THE first reminder was a notice on the back of the hotel door: “In the event of an earthquake...” The advice was simple: take cover, hold on till it’s over, and only leave the building if the fire alarm sounds.

In the preternaturally peaceful Christchurch, where the only noise is seagulls, it is hard to imagine the terror that gripped the city on 22 February, 2011. That day, a massive aftershock from an earthquake the previous September flattened the city centre, and much else besides, killing 185, and seriously injuring 6,600. It was New Zealand’s 9/11, and since then this douce, leafy, charming town has been altered beyond recognition.

Seven years on, and there are areas that still look like photos of London after the blitz: stone buildings buttressed in steel, ruins open to view, as if the walls had been sliced off by a giant can-opener, acres of empty land, where houses, churches and offices once stood, but now there is nothing but memories.

Christchurch, in Canterbury, New Zealand’s most English colonial outpost, had been “munted”, as they say in these parts – totally destroyed. Initial reconstruction work took place below ground, shoring up against flooding and slippage that followed the quake, since Christchurch is built on swampland. This crucial but slow and invisible restructuring added to the sense of dislocation that bedevils the city. With building work gathering momentum, sites are filled and the desolate city centre, which has lost more than half its working population, is occupied by construction workers from across the world. One commentator remarked that there was danger of the city becoming like a Wild West frontier town. As in the days of the gold rush, this army of men has been quickly followed by prostitutes. They were not in evidence when I was there, but the builders and architects and engineers were, almost every other cafe table occupied by men with floor plans, discussing projects and schedules. Like everyone else, they seemed to speak in whispers. So unpopulated you expect to see tumbleweed roll past, there is a deeply unsettling sense of fragility about this most welcoming and attractive of cities. A palpable sense of trauma hangs over it. This is not eased by the heated debate that rages over what sort of a city Christchurch should choose to become.

Ought it to replicate its colonial heyday, painstakingly replacing the original neo-gothic churches and Victorian civic buildings that would look at home in Brideshead Revisited? Or should it grasp this opportunity to leave the past in its rightful place, and instead embrace a forward-looking image, with architecture and layout more appropriate to a modern multicultural society living precariously on the rim of the Pacific Ring of Fire? I know which I would choose, but then it’s easy for onlookers to make judgments. Quite how I’d feel if my home town had been devastated, and its physical ties to the past reduced to rubble, I do not know.

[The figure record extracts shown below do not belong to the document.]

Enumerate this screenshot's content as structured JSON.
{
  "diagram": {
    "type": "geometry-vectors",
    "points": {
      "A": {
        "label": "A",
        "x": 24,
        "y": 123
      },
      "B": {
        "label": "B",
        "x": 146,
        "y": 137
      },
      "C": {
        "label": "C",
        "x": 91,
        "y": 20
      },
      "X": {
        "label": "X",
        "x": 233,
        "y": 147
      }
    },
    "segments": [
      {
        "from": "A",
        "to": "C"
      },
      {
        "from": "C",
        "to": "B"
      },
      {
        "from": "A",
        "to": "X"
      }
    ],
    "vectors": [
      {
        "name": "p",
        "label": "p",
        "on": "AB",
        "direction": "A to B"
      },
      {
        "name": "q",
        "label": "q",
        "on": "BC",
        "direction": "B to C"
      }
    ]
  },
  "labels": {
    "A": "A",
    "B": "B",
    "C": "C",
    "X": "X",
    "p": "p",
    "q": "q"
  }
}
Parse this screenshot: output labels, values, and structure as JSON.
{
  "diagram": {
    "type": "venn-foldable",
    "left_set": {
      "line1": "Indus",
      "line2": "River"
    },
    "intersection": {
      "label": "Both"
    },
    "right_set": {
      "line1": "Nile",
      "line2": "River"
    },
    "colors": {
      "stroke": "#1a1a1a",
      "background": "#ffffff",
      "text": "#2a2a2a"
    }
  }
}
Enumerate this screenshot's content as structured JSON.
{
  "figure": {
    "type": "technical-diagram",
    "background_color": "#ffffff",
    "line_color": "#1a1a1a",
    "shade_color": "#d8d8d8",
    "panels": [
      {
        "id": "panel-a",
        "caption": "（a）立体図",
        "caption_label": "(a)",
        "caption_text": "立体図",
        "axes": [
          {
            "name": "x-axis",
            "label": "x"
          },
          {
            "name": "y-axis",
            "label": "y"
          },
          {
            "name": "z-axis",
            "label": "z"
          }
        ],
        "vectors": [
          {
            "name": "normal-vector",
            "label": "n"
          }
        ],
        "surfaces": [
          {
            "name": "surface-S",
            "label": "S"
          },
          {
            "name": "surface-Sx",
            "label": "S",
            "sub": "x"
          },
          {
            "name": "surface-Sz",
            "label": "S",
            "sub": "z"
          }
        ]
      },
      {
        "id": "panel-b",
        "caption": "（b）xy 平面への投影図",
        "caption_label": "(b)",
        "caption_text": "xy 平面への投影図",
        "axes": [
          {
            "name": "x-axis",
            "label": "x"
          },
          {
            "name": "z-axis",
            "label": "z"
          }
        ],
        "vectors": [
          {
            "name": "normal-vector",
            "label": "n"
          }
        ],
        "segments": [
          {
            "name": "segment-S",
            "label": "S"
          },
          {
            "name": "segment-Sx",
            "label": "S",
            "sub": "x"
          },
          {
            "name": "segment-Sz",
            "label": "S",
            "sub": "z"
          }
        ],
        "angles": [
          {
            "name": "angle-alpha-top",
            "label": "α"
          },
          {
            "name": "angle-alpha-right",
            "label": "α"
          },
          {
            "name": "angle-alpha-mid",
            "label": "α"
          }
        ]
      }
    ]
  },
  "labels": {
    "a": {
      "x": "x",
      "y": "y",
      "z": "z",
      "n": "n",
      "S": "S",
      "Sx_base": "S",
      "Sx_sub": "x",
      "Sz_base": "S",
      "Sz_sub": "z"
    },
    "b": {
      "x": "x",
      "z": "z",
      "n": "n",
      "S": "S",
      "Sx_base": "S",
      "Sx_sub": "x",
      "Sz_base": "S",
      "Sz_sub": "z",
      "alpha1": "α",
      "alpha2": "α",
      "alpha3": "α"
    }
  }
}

The majority of Cantabrians, it would seem, prefer to keep the era of the first white settlers alive. Perhaps this is not surprising, given that Christchurch was founded on the idea of transporting old England to the other side of the world. Even today, New Zealanders’ love of Britain remains intense. They scorn those Australians who would oust the Royal Family – some are glued to the coverage of Harry and Meghan’s nuptials – and their newspapers and TV channels carry a disproportionate amount of UK news. Yet there is one English name they loathe, a man almost as reviled as the twerp who introduced rabbits to these islands.

Ted Heath is a national villain for his role in taking Britain into the European Community in 1973, thereby condemning New Zealand, which relied heavily on British trade, to a decade of economic decline. Before we joined the Common Market, and then the EU, New Zealand’s sheep, dairy and beef market was primarily focussed on its colonial homeland. One Dunedin-born resident told me that when he was a child, his family ate mutton, not lamb, and never enjoyed steaks. The country’s finest produce was kept for sending overseas.

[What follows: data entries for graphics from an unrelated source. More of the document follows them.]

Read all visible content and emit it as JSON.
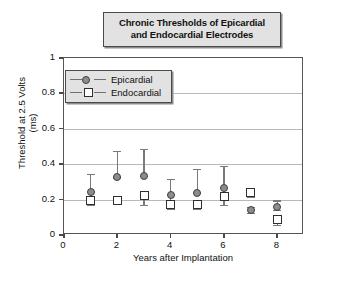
{
  "title": {
    "line1": "Chronic Thresholds of Epicardial",
    "line2": "and Endocardial Electrodes"
  },
  "axes": {
    "xlabel": "Years after Implantation",
    "ylabel_line1": "Threshold at 2.5 Volts",
    "ylabel_line2": "(ms)",
    "xticks": [
      "0",
      "2",
      "4",
      "6",
      "8"
    ],
    "yticks": [
      "0",
      "0.2",
      "0.4",
      "0.6",
      "0.8",
      "1"
    ]
  },
  "legend": {
    "items": [
      {
        "label": "Epicardial",
        "marker": "circle-marker"
      },
      {
        "label": "Endocardial",
        "marker": "square-marker"
      }
    ]
  },
  "colors": {
    "epicardial_marker_fill": "#8c8c8c",
    "epicardial_marker_edge": "#3f3f3f",
    "endocardial_marker_fill": "#ffffff",
    "endocardial_marker_edge": "#2f2f2f",
    "errorbar": "#7a7a7a",
    "gridline": "#b9b9b9",
    "axis": "#555555",
    "panel_fill": "#e2e2e2"
  },
  "chart_data": {
    "type": "scatter",
    "title": "Chronic Thresholds of Epicardial and Endocardial Electrodes",
    "xlabel": "Years after Implantation",
    "ylabel": "Threshold at 2.5 Volts (ms)",
    "xlim": [
      0,
      9
    ],
    "ylim": [
      0,
      1
    ],
    "xticks": [
      0,
      2,
      4,
      6,
      8
    ],
    "yticks": [
      0,
      0.2,
      0.4,
      0.6,
      0.8,
      1
    ],
    "grid": "horizontal",
    "legend_position": "upper-left-inside",
    "errorbars": "asymmetric-vertical",
    "series": [
      {
        "name": "Epicardial",
        "marker": "circle",
        "x": [
          1,
          2,
          3,
          4,
          5,
          6,
          7,
          8
        ],
        "values": [
          0.245,
          0.325,
          0.335,
          0.225,
          0.24,
          0.265,
          0.142,
          0.16
        ],
        "err_upper": [
          0.345,
          0.475,
          0.485,
          0.315,
          0.375,
          0.39,
          0.16,
          0.195
        ],
        "err_lower": [
          0.195,
          0.325,
          0.335,
          0.18,
          0.24,
          0.265,
          0.125,
          0.14
        ]
      },
      {
        "name": "Endocardial",
        "marker": "square",
        "x": [
          1,
          2,
          3,
          4,
          5,
          6,
          7,
          8
        ],
        "values": [
          0.195,
          0.195,
          0.222,
          0.172,
          0.17,
          0.218,
          0.242,
          0.088
        ],
        "err_upper": [
          0.215,
          0.21,
          0.245,
          0.195,
          0.195,
          0.245,
          0.268,
          0.115
        ],
        "err_lower": [
          0.168,
          0.182,
          0.172,
          0.148,
          0.145,
          0.172,
          0.215,
          0.055
        ]
      }
    ]
  }
}
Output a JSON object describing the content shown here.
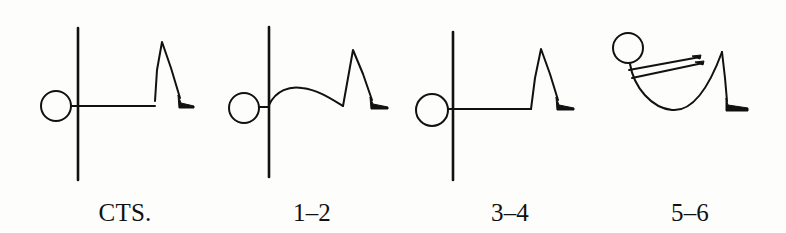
{
  "figure": {
    "colors": {
      "ink": "#111111",
      "paper": "#fdfdfc"
    },
    "panels": [
      {
        "id": "cts",
        "caption": "CTS.",
        "pose": "lying flat, arms overhead, one knee bent",
        "caption_x": 125
      },
      {
        "id": "1-2",
        "caption": "1–2",
        "pose": "lying, arms raised, back arching",
        "caption_x": 312
      },
      {
        "id": "3-4",
        "caption": "3–4",
        "pose": "lying flat, arms overhead, one knee bent",
        "caption_x": 510
      },
      {
        "id": "5-6",
        "caption": "5–6",
        "pose": "curled up, arms reaching forward toward knee",
        "caption_x": 690
      }
    ]
  }
}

You might think, then, that as Brexit approaches, New Zealanders would be enjoying our discomfiture. Now, surely, is their time to take revenge. As the UK tries to forge new deals and partnerships, the balance of power lies with those friends whom we selfishly shafted without a second thought. Why would they make things easy for us?

Yet, among those to whom I’ve spoken, there is remarkable sang froid, and no sense whatsoever that they bear a grudge. Indeed, good-humour seems to be a universal trait, on both the south and north islands. They don’t have a bad word for us, or none they’ll voice. Meanwhile, farmers in the UK must be contemplating the resurgence of New Zealand beef, lamb and wool in our shops with trepidation. Come Brexit, it could be that New Zealand will be shown to have played a long game, and won. For farmers on our side of the globe, the reverberations of their patience and unquestioning loyalty could be seismic.